A Quote by Mancur Olson

Wicksell's old-fashioned liberalism is reminiscent of John Maynard Keynes' attitude toward conscription during World War I. Keynes opposed conscription, but he was not a pacifist. He opposed conscription because it deprived the citizen of the right to decide for himself whether or not to join in the fight. Keynes was exempt as a civil servant from conscription; so there is no need to question his sincerity. Apparently his belief in the rights of the individual against a majority of his compatriots was very strong indeed.
I would agree that much with people who accept private property - that conscription is an unpardonable transgression, whether it be "corrupt" or not. The Spanish anarchists opposed conscription during the civil war in Spain as a gross expropriation of property, the most precious property that we have, our own physical beings themselves.
With respect to where we are now, we have a voluntary army. And if we ever go back to conscription I hope that at time it will be the kind of conscription that was put in at the end of the Vietnam War. And that is, everybody is equally liable to be called to serve the nation in time of conflict.
Conscription if necessary, but not necessarily conscription.
Conscription is an impediment to achieving the forces Australia needs. It is an alibi for failing to give proper conditions to regular soldiers. We will abolish conscription forthwith. By abolishing it, Australia will achieve a better army, a better-paid army - and a better, united society.
Realistically speaking, Ayn Rand should not have opposed the antidraft movement and supported the Vietnam War effort - in effect, she supported military conscription.
The principle of compulsory service, embodied in the system of conscription, lias been the means by which modem dictators and military gangs have shackled their people after a coup d'état, and bound them to their own aggressive purposes. In view of the great service that conscription has rendered to tyranny and war, it is fundamentally shortsighted for any liberty-loving and peace-desiring peoples to maintain it as an imagined safeguard, lest they become the victims of the monster they have helped to preserve.
Leonard Woolf in a letter to Lytton Strachey said he hated John Maynard Keynes "for his crass stupidity and hideous face".
I also think there are prices too high to pay to save the United States. Conscription is one of them. Conscription is slavery, and I don't think that any people or nation has a right to save itself at the price of slavery for anyone, no matter what name it is called. We have had the draft for twenty years now; I think this is shameful. If a country can't save itself through the volunteer service of its own free people, then I say: Let the damned thing go down the drain!
Friedrich Hayek, who died on March 23, 1992 at age 92, was arguably the greatest social scientist of the twentieth century. By the time of his death, his fundamental way of thought had supplanted the system of John Maynard Keynes - his chief intellectual rival of the century - in the battle since the 1930s for the minds of economists and the policies of governments.
Fascism entirely agrees with Mr. Maynard Keynes, despite the latter's prominent position as a Liberal. In fact, Mr. Keynes' excellent little book, The End of Laissez-Faire (1926) might, so far as it goes, serve as a useful introduction to fascist economics. There is scarcely anything to object to in it and there is much to applaud.
Because conscription appeals to essentially no one, the United States has lived with the All-Volunteer Force since the end of the Vietnam War.
The mere dates of my existence do not interest me, except in one connection. When the Great War started I was too old to be acceptable as a volunteer; when conscription followed I was too old to be conscripted.
You don't need to be a John Maynard Keynes to understand that if Britain leaves the European market, a border will have to be put in place - and that would break U.K. obligations in a treaty lodged at the United Nations.
In 1936, John Maynard Keynes predicted the 'euthanasia of the rentier' before the end of the 20th century. It did not happen.
I regard the principle of conscription of life as a flat contradiction of all our cherished ideals of individual freedom, democratic liberty and Christian teaching.
Government acquisition of food supplies in time of war is no less important than conscription. Equity is the fundamental principle applicable to both these essential phases of war administration.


* The task: For this exercise, write out the full listing that follows exactly and skip its pictures.

↓↓↓

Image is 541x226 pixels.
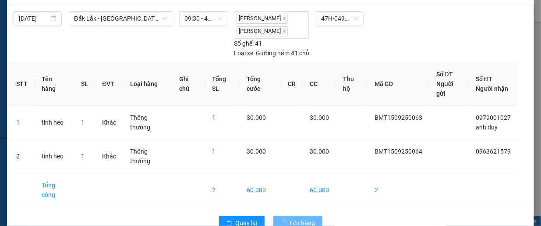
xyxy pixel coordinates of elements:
[281,62,303,106] th: CR
[240,62,280,106] th: Tổng cước
[9,62,35,106] th: STT
[234,48,309,58] div: Giường nằm 41 chỗ
[205,62,240,106] th: Tổng SL
[336,62,368,106] th: Thu hộ
[35,106,74,139] td: tinh heo
[9,139,35,173] td: 2
[310,148,329,155] span: 30.000
[212,114,216,121] span: 1
[375,114,422,121] span: BMT1509250063
[476,75,493,82] span: Số ĐT
[234,39,262,48] div: 41
[95,62,123,106] th: ĐVT
[282,29,287,33] span: close
[95,106,123,139] td: Khác
[240,173,280,207] td: 60.000
[476,124,498,131] span: anh duy
[162,16,167,21] span: down
[123,62,172,106] th: Loại hàng
[123,106,172,139] td: Thông thường
[280,220,290,226] span: loading
[247,114,266,121] span: 30.000
[368,62,429,106] th: Mã GD
[74,12,167,25] span: Đắk Lắk - Phú Yên (SC)
[19,14,49,23] input: 15/09/2025
[123,139,172,173] td: Thông thường
[476,148,511,155] span: 0963621579
[436,80,454,97] span: Người gửi
[74,62,95,106] th: SL
[303,173,336,207] td: 60.000
[81,119,85,126] span: 1
[234,48,255,58] span: Loại xe:
[205,173,240,207] td: 2
[95,139,123,173] td: Khác
[375,148,422,155] span: BMT1509250064
[368,173,429,207] td: 2
[321,12,358,25] span: 47H-049.70
[247,148,266,155] span: 30.000
[303,62,336,106] th: CC
[236,26,288,36] span: [PERSON_NAME]
[35,62,74,106] th: Tên hàng
[35,173,74,207] td: Tổng cộng
[184,12,222,25] span: 09:30 - 47H-049.70
[81,153,85,160] span: 1
[282,16,287,21] span: close
[9,106,35,139] td: 1
[476,85,508,92] span: Người nhận
[35,139,74,173] td: tinh heo
[236,14,288,24] span: [PERSON_NAME]
[310,114,329,121] span: 30.000
[436,71,453,78] span: Số ĐT
[234,39,254,48] span: Số ghế:
[212,148,216,155] span: 1
[476,114,511,121] span: 0979001027
[172,62,205,106] th: Ghi chú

↑↑↑

* Output for this task:
Image is 541x226 pixels.
xyxy pixel coordinates of elements:
[281,62,303,106] th: CR
[240,62,280,106] th: Tổng cước
[9,62,35,106] th: STT
[234,48,309,58] div: Giường nằm 41 chỗ
[205,62,240,106] th: Tổng SL
[336,62,368,106] th: Thu hộ
[35,106,74,139] td: tinh heo
[9,139,35,173] td: 2
[310,148,329,155] span: 30.000
[212,114,216,121] span: 1
[375,114,422,121] span: BMT1509250063
[476,75,493,82] span: Số ĐT
[234,39,262,48] div: 41
[95,62,123,106] th: ĐVT
[282,29,287,33] span: close
[95,106,123,139] td: Khác
[240,173,280,207] td: 60.000
[476,124,498,131] span: anh duy
[162,16,167,21] span: down
[123,62,172,106] th: Loại hàng
[123,106,172,139] td: Thông thường
[280,220,290,226] span: loading
[247,114,266,121] span: 30.000
[368,62,429,106] th: Mã GD
[74,12,167,25] span: Đắk Lắk - Phú Yên (SC)
[19,14,49,23] input: 15/09/2025
[123,139,172,173] td: Thông thường
[476,148,511,155] span: 0963621579
[436,80,454,97] span: Người gửi
[74,62,95,106] th: SL
[303,173,336,207] td: 60.000
[81,119,85,126] span: 1
[234,48,255,58] span: Loại xe:
[205,173,240,207] td: 2
[95,139,123,173] td: Khác
[375,148,422,155] span: BMT1509250064
[368,173,429,207] td: 2
[321,12,358,25] span: 47H-049.70
[247,148,266,155] span: 30.000
[303,62,336,106] th: CC
[236,26,288,36] span: [PERSON_NAME]
[35,62,74,106] th: Tên hàng
[35,173,74,207] td: Tổng cộng
[184,12,222,25] span: 09:30 - 47H-049.70
[81,153,85,160] span: 1
[282,16,287,21] span: close
[9,106,35,139] td: 1
[476,85,508,92] span: Người nhận
[35,139,74,173] td: tinh heo
[236,14,288,24] span: [PERSON_NAME]
[310,114,329,121] span: 30.000
[436,71,453,78] span: Số ĐT
[234,39,254,48] span: Số ghế:
[212,148,216,155] span: 1
[476,114,511,121] span: 0979001027
[172,62,205,106] th: Ghi chú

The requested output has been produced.